An executive order issued by Gov. Gretchen Whitmer requires factories to suspend all nonessential in-person visits, including tours, though Nessel said her office would not bar Trump.
The Republican president and Whitmer have clashed during the coronavirus outbreak over her criticism of the federal government's response to the state's needs for medical equipment, like ventilators, and personal protective gear, such as gloves, masks and gowns. Trump on Thursday criticized Democratic governors, suggesting that they were proceeding too slowly in reopening their states' economies.
"You have a lot of, unfortunately, in this case Democrat governors (who) think it's good politics to keep it closed," Trump said. "I think they're being forced to open, frankly, the people want to get out. You'll break the country if you don't."
The day before, Trump threatened to withhold federal funds from Michigan after its secretary of state mailed absentee ballot applications to millions of voters. Trump first tweeted -- erroneously -- that the Democratic state official had mailed absentee ballots to Michigan voters. He later sent a corrected tweet specifying that applications to request absentee ballots had been mailed and seemed to back off his funding threat.
Trump narrowly won Michigan in 2016. He insists mail-in voting is ripe for fraud, although there is scant evidence of wrongdoing.
"We don't want them to do mail in ballots because it's going to lead to total election fraud," Trump said Thursday, But then he allowed for some exceptions, including for himself.

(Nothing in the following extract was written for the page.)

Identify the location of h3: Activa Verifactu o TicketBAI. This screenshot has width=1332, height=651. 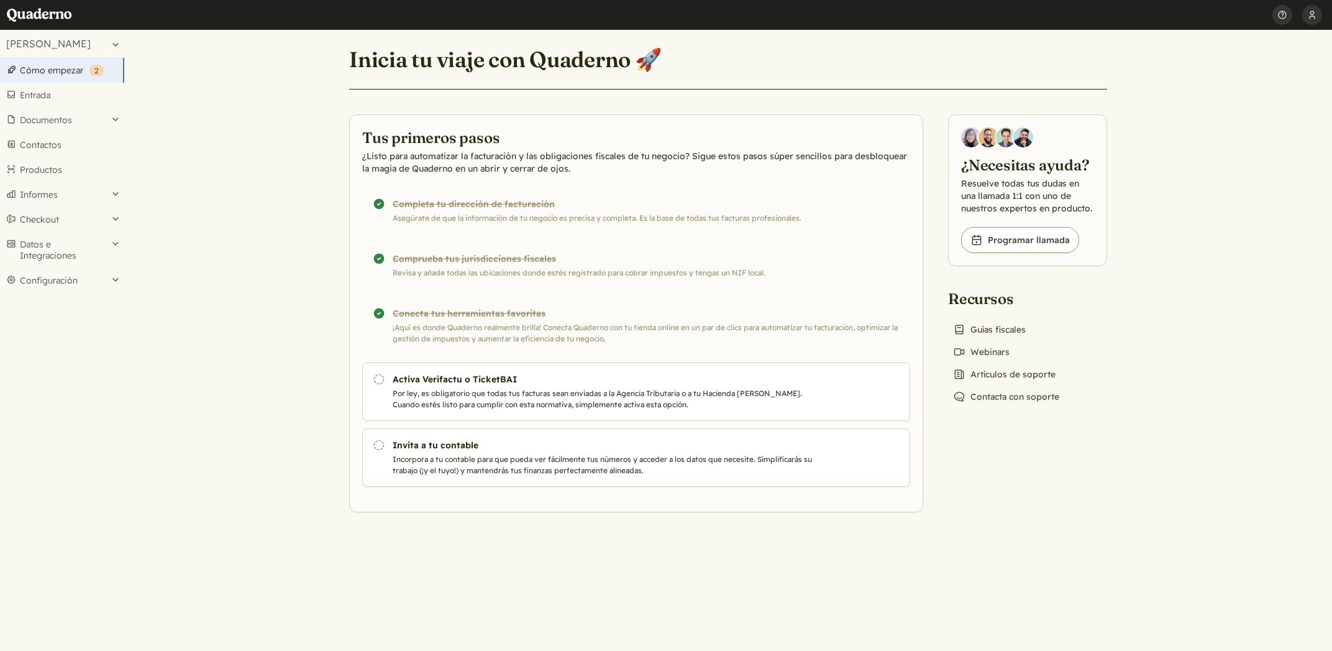
(605, 379).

"Now, if somebody has to mail it in because they're sick, or by the way because they live in the White House and they have to vote in Florida and they won't be in Florida. But there's a reason for it, that's OK."
Trying to signal to the nation that life is returning to normal, the president had begun travelling again, with all of his initial trips to states that will be hotly contested in this November's election. Campaign advisers have grown increasingly worried about Michigan, believing that the president's attacks on Whitmer have not worked and that the toll the virus has taken in the Detroit area, particularly among African Americans, will prove costly politically.

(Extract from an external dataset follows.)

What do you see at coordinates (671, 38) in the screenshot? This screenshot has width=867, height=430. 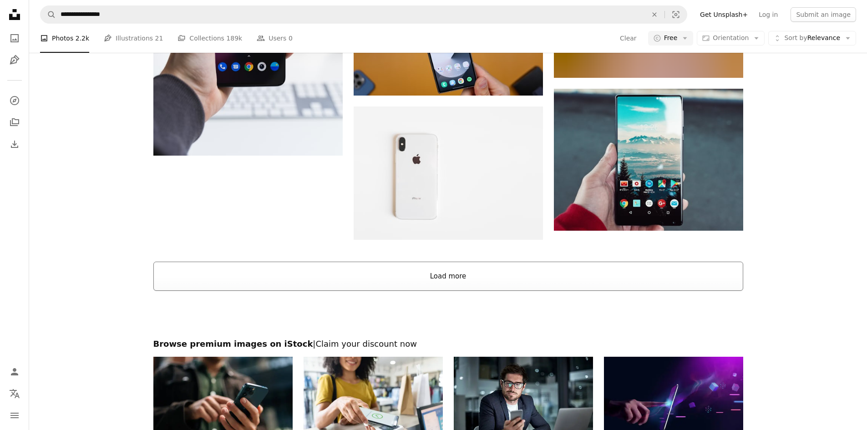 I see `button: Free` at bounding box center [671, 38].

Trump, at a roundtable with African American supporters in front of a sign with his slogan for reopening the economy, "Transition to Greatness," noted low minority unemployment numbers before the pandemic and also pointed to his administration's work on criminal justice reform.
The president's advisers have become convinced that of the three Rust Belt states that Trump took from Democrats in 2016, Michigan would be much more difficult to win again than Pennsylvania and, especially, Wisconsin.

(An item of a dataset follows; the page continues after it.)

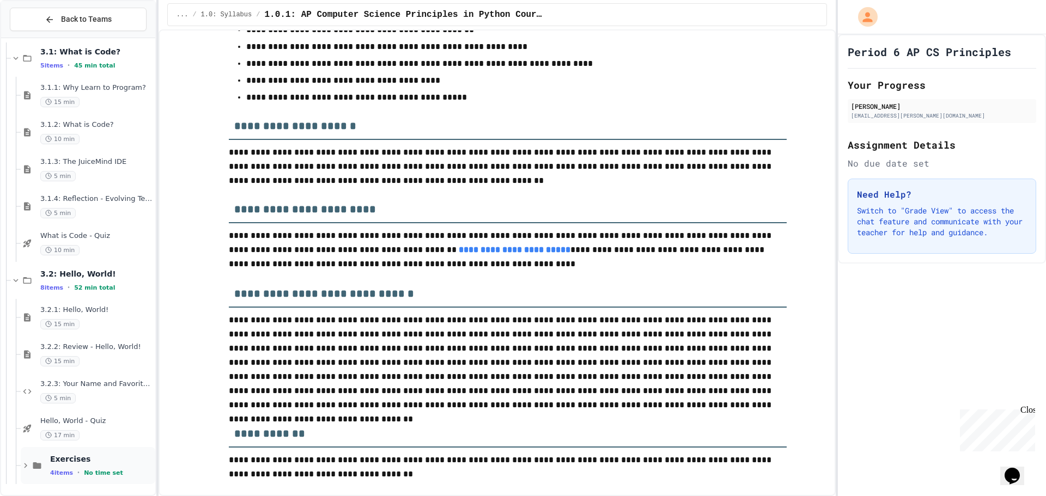  Describe the element at coordinates (96, 384) in the screenshot. I see `span: 3.2.3: Your Name and Favorite Movie` at that location.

In the early days of the crisis, Whitmer and other governors and medical workers clamoured for ventilators, fearing a shortage of the machines would prove deadly as the virus made breathing difficult for the scores of afflicted patients who were being brought to hospitals.
But the U.S. now has a surplus of the breathing machines, leading Trump to begin describing the U.S. as the "king of ventilators."
Whitmer did not accompany Trump during the visit.
"We do not have plans to meet, but I did speak with him yesterday on the phone," Whitmer told "CBS This Morning" on Thursday. "I made the case that, you know, we all have to be on the same page here. We've gotta stop demonizing one another and, really, focus on the fact that the common enemy is the virus."
Trump had said he and Whitmer in their call discussed the coronavirus pandemic and the catastrophic flooding and mass evacuations caused by the failure of dams in the state's central region -- not his tweeted threat to withhold federal money.
------
Lemire reported from New York. Associated Press writers David Eggert in Lansing, Mich. and Zeke Miller in Washington contributed reporting.